The Australian Ballet - Infinity
What a fabulous start to the Australian Ballet's 50th anniversary year - a triple bill of all new Australian work. Opening night was really satisfying, not necessarily perfect, but so exciting to see relevant Australian work performed.
My review is in The Age, but you can also check Jordan Beth Vincent's excellent, unrestrained commentary on her new blog: Talking Pointes, or for pictures, try The Australian Ballet's facebook page or this slideshow on The Age website.
Infinity - featuring new choreography by Graeme Murphy, Gideon Obarzanek and Stephen Page. Melbourne Season runs until March 6 at the State Theatre. Definitely worth a look, for all dance fans.
My review is in The Age, but you can also check Jordan Beth Vincent's excellent, unrestrained commentary on her new blog: Talking Pointes, or for pictures, try The Australian Ballet's facebook page or this slideshow on The Age website.
Infinity - featuring new choreography by Graeme Murphy, Gideon Obarzanek and Stephen Page. Melbourne Season runs until March 6 at the State Theatre. Definitely worth a look, for all dance fans.
Friday, November 25, 2011
Bach Suites, or the review that wasn't
Helen Herbertson is one of the most interesting dance makers in Melbourne. She is one of the few who has managed to sustain a career past the ripe old age of forty-something. Along with Shelley Lasica, who also regularly makes work independently of the masthead companies, Herbertson and her regular collaborator Ben Cobham have made interesting and challenging new work at infrequent intervals over the last few years, perhaps it’s now even a decade?
The last work of theirs I saw, Sunstruck, was a beautifully conceived experience, originally staged in a cavernous warehouse in the Docklands. The live string music which surrounded and circled the audience in utter darkness was a highlight, as was the incredible lighting, which gave the piece an atmosphere worthy of its name.
In the centre of this beautiful construct was some physical performance by Trevor Patrick and Nick Somerville, which didn’t resonate for me at the time, but the world that they inhabited was something else.
It was this spine-tingling encounter that I was hoping to re-live through Bach Suites. Performed by the charismatic choreographer-dancer Michelle Heaven and John Salisbury (who I’ve not seen perform before) and cellists from the Australian National Academy of Music, it has all the ingredients of a Herbertson-Cobham masterpiece.

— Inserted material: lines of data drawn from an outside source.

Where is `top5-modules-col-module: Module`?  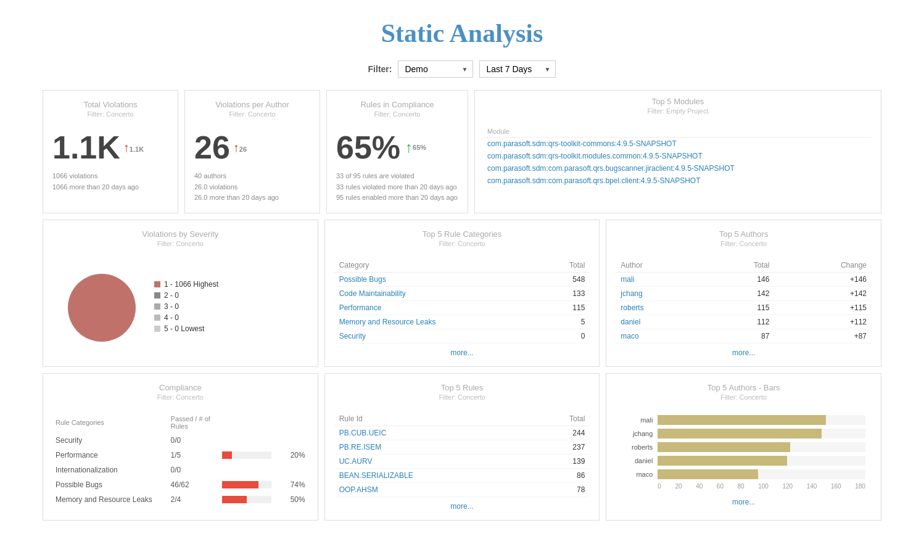 top5-modules-col-module: Module is located at coordinates (678, 132).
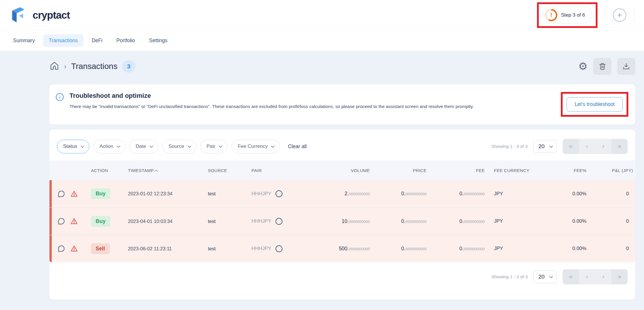 The width and height of the screenshot is (644, 310). I want to click on col-fee-currency: FEE CURRENCY, so click(514, 170).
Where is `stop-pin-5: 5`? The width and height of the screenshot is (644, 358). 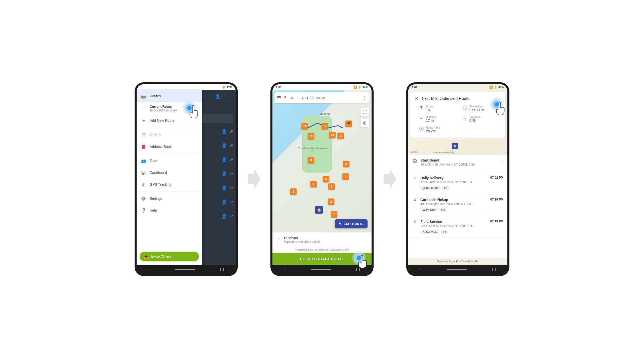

Sadly for me, it was not to be.
The thunderstorms and lightning which have become regular visitors to Melbourne this spring wrought some small havoc on my train line, causing a fatal delay. And so, despite my careful planning, allowing plenty of time to reach the venue, I was too late by mere minutes, locked out by the special effects of Herberston and Cobham’s rich imaginations.
So now, it will be only in my imagination, and in the words of others, that this meeting of dance, live music and theatrical wizardry exists. Maybe, if I’m very lucky, it will be presented again, one day. The sold out season would suggest that there is certainly an audience for it, especially unlucky punters such as myself.
For further, more descriptive reading, try these reviews by Jordan Beth Vincent and Eamonn Kelly.